Countless marketing platforms are utilizing artificial intelligence, such as predictive modeling that recognizes patterns.
But, to recognize patterns and find insights, an AI engine needs to be trained with lots of examples.
A Singapore-based startup called Bottos says that the cost of data to train the model can take up half the budget for an AI or predictive modeling project. To reduce the cost and the hassle, the company this week launched a public beta of a blockchain-based Data Marketplace. A full release version is expected to launch late next month.
The marketplace is actually the first decentralized app, or DApp, on Bottos’s open-source public blockchain. Co-founder Xin Song told me that the custom-made blockchain is the backbone for an ecosystem based around various AI applications.
Other AI-oriented projects in progress with outside developers include model marketplaces, data storage-sharing networks and computer power-sharing networks. Additionally, a data validation service will be offered, as well as a rating system for AI companies and data providers.
In a typical use case for the data marketplace, he said, a company with an AI model might post a request in the community section for, say, 100 sets of 15-second audio clips of a voice speaking a particular Chinese dialect in order to train a voice recognition model. Or the request might be for browsing data matched with purchase data to glean what kind of online behavior might lead to a sale, for an AI-powered content personalization model.
The posted request for data would include the specific number of Bottos tokens the model owner is prepared to pay. The value of the tokens will be determined by what they can fetch in, say, dollars on a public token exchange.
Alternatively, the model owner could pay in its own tokens generated on the Bottos blockchain. Those tokens’ value is essentially a stake in the future commercial viability of that AI model.

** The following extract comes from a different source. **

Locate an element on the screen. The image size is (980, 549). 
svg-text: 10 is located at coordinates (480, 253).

Song said the blockchain protocol developed by his company differs from a common protocol like Ethereum because it is specifically designed for AI, with faster transaction processing and a section intended for data requests. There are no data miners, as there are in Ethereum, since block verification and addition is performed by an automated system.
Blockchain was chosen as the basis for this particular data marketplace application, he said, because a user’s identity can be permanently recorded, its open source nature is built around the idea of a community and it has the ability to generate tokens. Data ownership can be transparently tracked and traced.

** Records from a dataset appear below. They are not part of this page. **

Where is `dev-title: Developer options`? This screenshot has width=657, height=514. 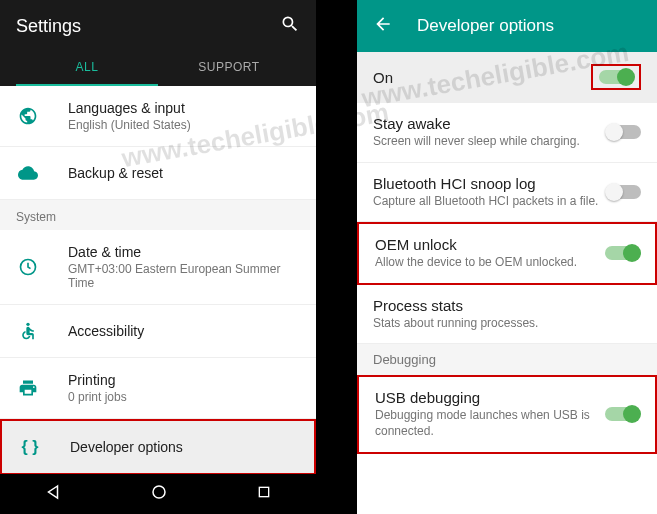
dev-title: Developer options is located at coordinates (486, 26).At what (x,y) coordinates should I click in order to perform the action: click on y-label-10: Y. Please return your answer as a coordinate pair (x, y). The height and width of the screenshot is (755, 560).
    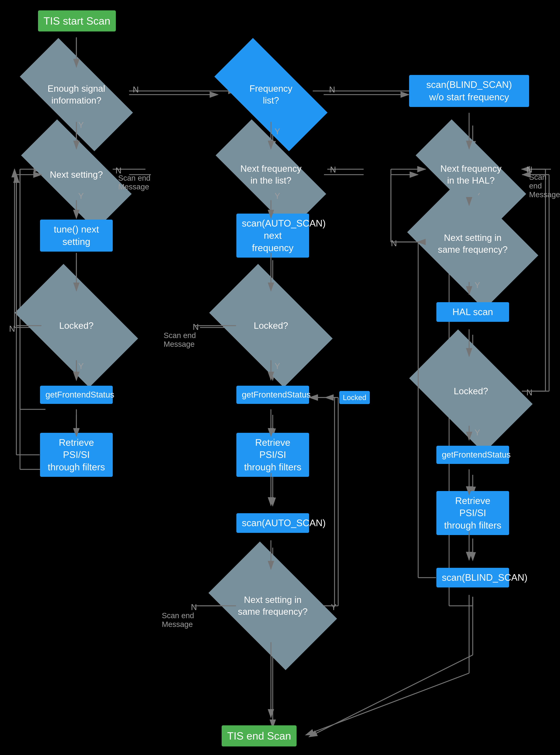
    Looking at the image, I should click on (334, 607).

However, while the identity is permanently recorded, it is verified through an email address and a cell phone, both of which could be faked by, let’s say, Russian intelligence hackers seeking to further wreak havoc on non-Russian tech firms. (Not that long ago, that would have been a ridiculous sentence to write.)
Song demonstrated differences by comparing two competitors, Ocean Protocol and Open Mined. The former, he said, offers an application with a similar data marketplace to train AI, but it employs other blockchains, while Bottos is a blockchain-based ecosystem with other applications and services.
AI companies use Open Mined, he said, to send their model to the data holder, where it is trained and returned.
I asked him, “Does it matter if I use the same training data on my model as my competitor does?”
“If I am an AI company,” Song replied, “I only care about the [quality of the] data, not whether it is the same” as someone else’s.
Opinions expressed in this article are those of the guest author and not necessarily MarTech. Staff authors are listed here.